Then you can start creating your own music and start trading it on specialized sites (such as the Yahoo Groups dedicated to a particular instrument or band). You can collaborate with other people engaged in the same process and who are at the same point as you. If you're stuck you can get help from others.
All this is completely beneath the radar of the RIAA, but will go a long way to meet your basic human need for music without being a passive disgrunted endless consumer of RIAA product.
Anyway it is a real alternative to the RIAA.
The Mafia was formed to protect ordinary people from laws like this coming from Rome. Just as soon as you get the gangsters under some form of control, the politicians do something totally stupid to revive it.
Did the Mafia help get this law passed in order to revive their ancient public image as the last bulwark against total Roman oppression?
Since this is Italy, I assume this law only really applies to downloading materials that come from companies that Berlusconi owns a controlling interest in.
Which, since this is Italy, is practically everything.
Speaking on behalf of the hundreds of thousands of Italian P2P users, what are Italian jails like?

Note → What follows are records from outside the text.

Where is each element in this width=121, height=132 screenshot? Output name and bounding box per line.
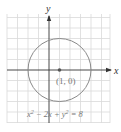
x-axis-label: x xyxy=(113,65,119,76)
center-point-label: (1, 0) xyxy=(56,76,76,86)
equation-label: x2 − 2x + y2 = 8 xyxy=(26,109,84,119)
grid xyxy=(7,14,110,123)
y-axis-arrow-icon xyxy=(47,15,51,21)
x-axis-arrow-icon xyxy=(106,68,112,72)
coordinate-graph: x y (1, 0) x2 − 2x + y2 = 8 xyxy=(0,0,121,132)
y-axis-label: y xyxy=(45,3,51,14)
center-point xyxy=(58,68,62,72)
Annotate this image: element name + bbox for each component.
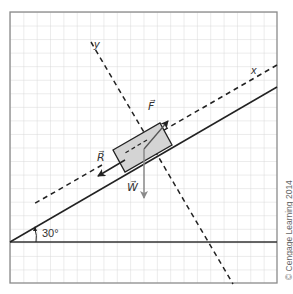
force-w-label: W⃗ — [127, 180, 139, 193]
incline-diagram: y x F⃗ R⃗ W⃗ 30° — [0, 0, 293, 294]
x-axis-label: x — [250, 64, 257, 76]
copyright-credit: © Cengage Learning 2014 — [284, 180, 293, 280]
force-r-label: R⃗ — [97, 150, 105, 163]
angle-label: 30° — [42, 227, 59, 239]
diagram-canvas: y x F⃗ R⃗ W⃗ 30° © Cengage Learning 2014 — [0, 0, 293, 294]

Are they sex torture rape factories like American prisons? Are they government profit centers like Mexican prisons (where you have to buy your own food)? If you download really big files and get the death penality, do they charge your family 50 cents like the Chinese do? Are they just 'work the zeks until they drop' slave-labor camps like the Soviet Gulags?
Come on, Italian politicians, you passed a law to put tens of thousands of your own young people in prison for activities that few civilized people consider to be a crime. Now that you have your 'law', what are you going to do with it?
Wanna send the RIAA a message? Pick a day, buy a bunch of new albums, and on the next day return them unopened and in resalable condition.
My understanding of the music biz is that in this type of situation, the retail price of the albums that are returned will be subtracted from the artist's royalities. So the only person receiveing a message are the musicians, who are learning that they should have never entered this line of work in the first place.
You didn't seriously expect that the music industry would not have figured out a way to charge the musicians for EVERYTHING that would be a cost for the record companies, did you?
The music industry is obsessed with the idea that they have the most desired product in the world (with the exception of refined opiates) and that everybody will do everything they can to get everything that they release. Therefore they must go to insane lengths to keep their product away from people except in small, measured, and expensive doses.
To a large extent this is the truth, but it is becoming less so every year. Eventually, the music industry will reach the point where they realise that their extended efforts to prevent people's access to their product has resulted in a significant decline in the demand for their product. Threaten enough people with prison, asset confiscation, and criminal records for using your product and people will stop using your product, regardless of the price that you charge for it. Tastes can change. The music industry may find out that the obsession with possessing pre-recorded music on disks might be a characteristic only found in western baby-boomers. When they pass from the scene, so may their industry.
I read that the music industry sales have fallen from 36 billion US dollars to 24 billion US in three years. That figure puts the entire business at less than South Korean prostitution (according to Asia Times -www.atimes.com) and almost as big as the toilet paper business. What other business this size gets special laws passed to put their customers in prison over pricing disagreements?
The way to get rich off the law is pass a law (bribe and blackmail the lawmakers) that makes illegal something that a large minority of people do. The majority of people will support the law because they don't engage in the particular activity.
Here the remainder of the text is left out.